It is perhaps too simplistic to consider Melmetal the catalyst behind humanity's transition to the Iron Age. There is abundant evidence that humans at least attempted to work iron from ores and other steel pokemon before the 3kya event. The legendary Registeel is strongly associated with this era in Sinnoh, where no Melmetal remains have been found, and Melmetal's younger form of Meltan, with its voracious appetite for steel, is an archaeologically attested setback to metalworking in much of the ancient world.

Yet there is no denying that Melmetal, with the abundance of metal it produced from seemingly nowhere, led to the era of abundant weapons and Steelix clad for war. Those who accept the application of thermodynamics to pokemon have sought to explain this metal as the result of its appetite as a Meltan and some qualities of its digestive system in relation to evolution, but ancient accounts depict Melmetal as producing orders of magnitude more than such a process could possibly account for. Furthermore, much of the metal came out of Melmetal already shaped into useful forms, and votive offerings to Melmetal statues are ubiquitous in Iron Age sites thousands of miles apart.

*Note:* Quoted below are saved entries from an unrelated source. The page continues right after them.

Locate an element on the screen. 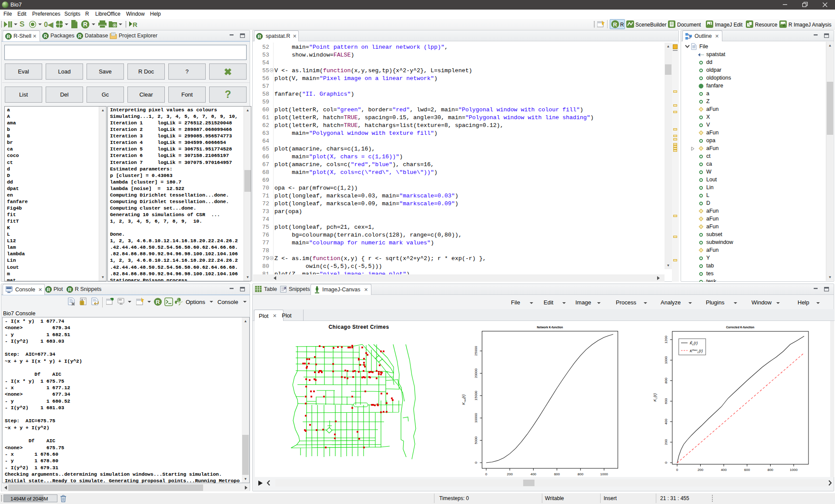  svg-text: Chicago Street Crimes is located at coordinates (358, 327).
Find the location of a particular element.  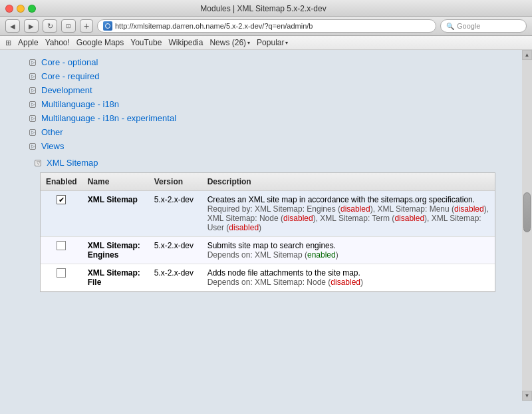

scrollbar: ▲ ▼ is located at coordinates (527, 225).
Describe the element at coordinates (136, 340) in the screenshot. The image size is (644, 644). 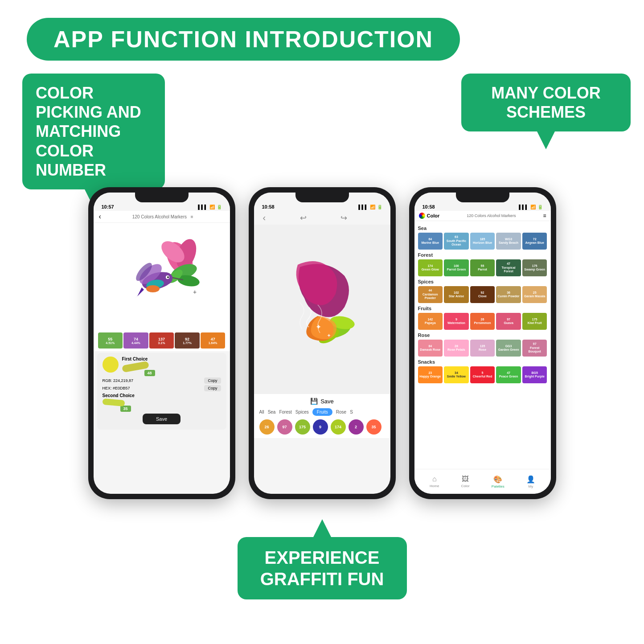
I see `swatch-74: 744.44%` at that location.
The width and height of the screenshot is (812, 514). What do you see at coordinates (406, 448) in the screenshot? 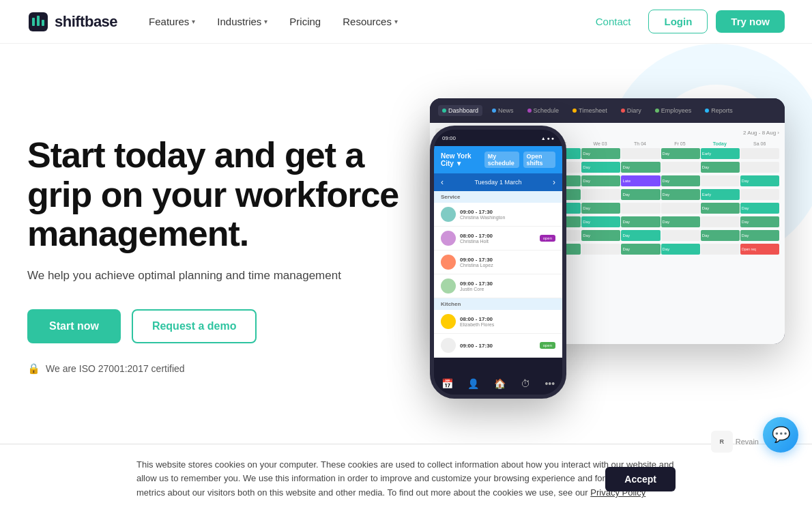
I see `cookie-banner: This website stores cookies on your comp…` at bounding box center [406, 448].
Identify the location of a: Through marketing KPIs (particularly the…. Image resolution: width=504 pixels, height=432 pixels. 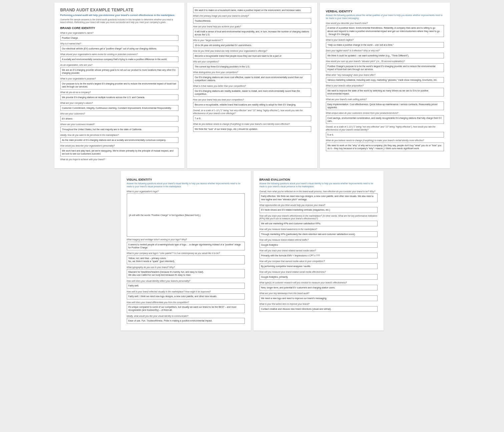
(319, 234).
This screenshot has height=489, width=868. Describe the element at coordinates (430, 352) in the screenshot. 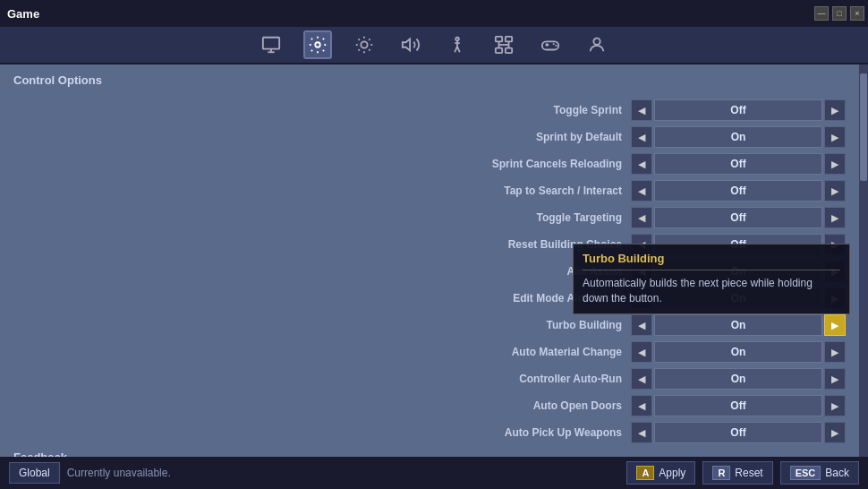

I see `setting-row: Auto Material Change◀On▶` at that location.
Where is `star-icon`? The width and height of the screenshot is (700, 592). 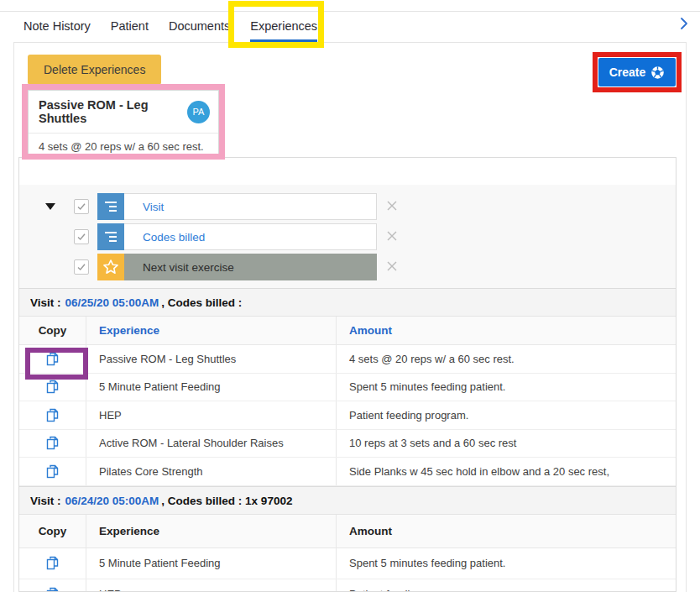 star-icon is located at coordinates (111, 267).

However, it is hard to imagine the revolutionary societal changes of the period simply by pointing to the abundance created by a pokemon; Melmetal required no blacksmiths and no mines, and it is difficult to imagine wars fought for its strategic value in an age when its power dwarfed those of humans and domesticated pokemon alike. Although archaeology cannot effectively distinguish the two periods, contemporary historians have begun to date most of what we consider the "Iron Age" not from Melmetal's presence, but from its disappearance, and from the desperate efforts of ancient peoples to replace what they had suddenly lost.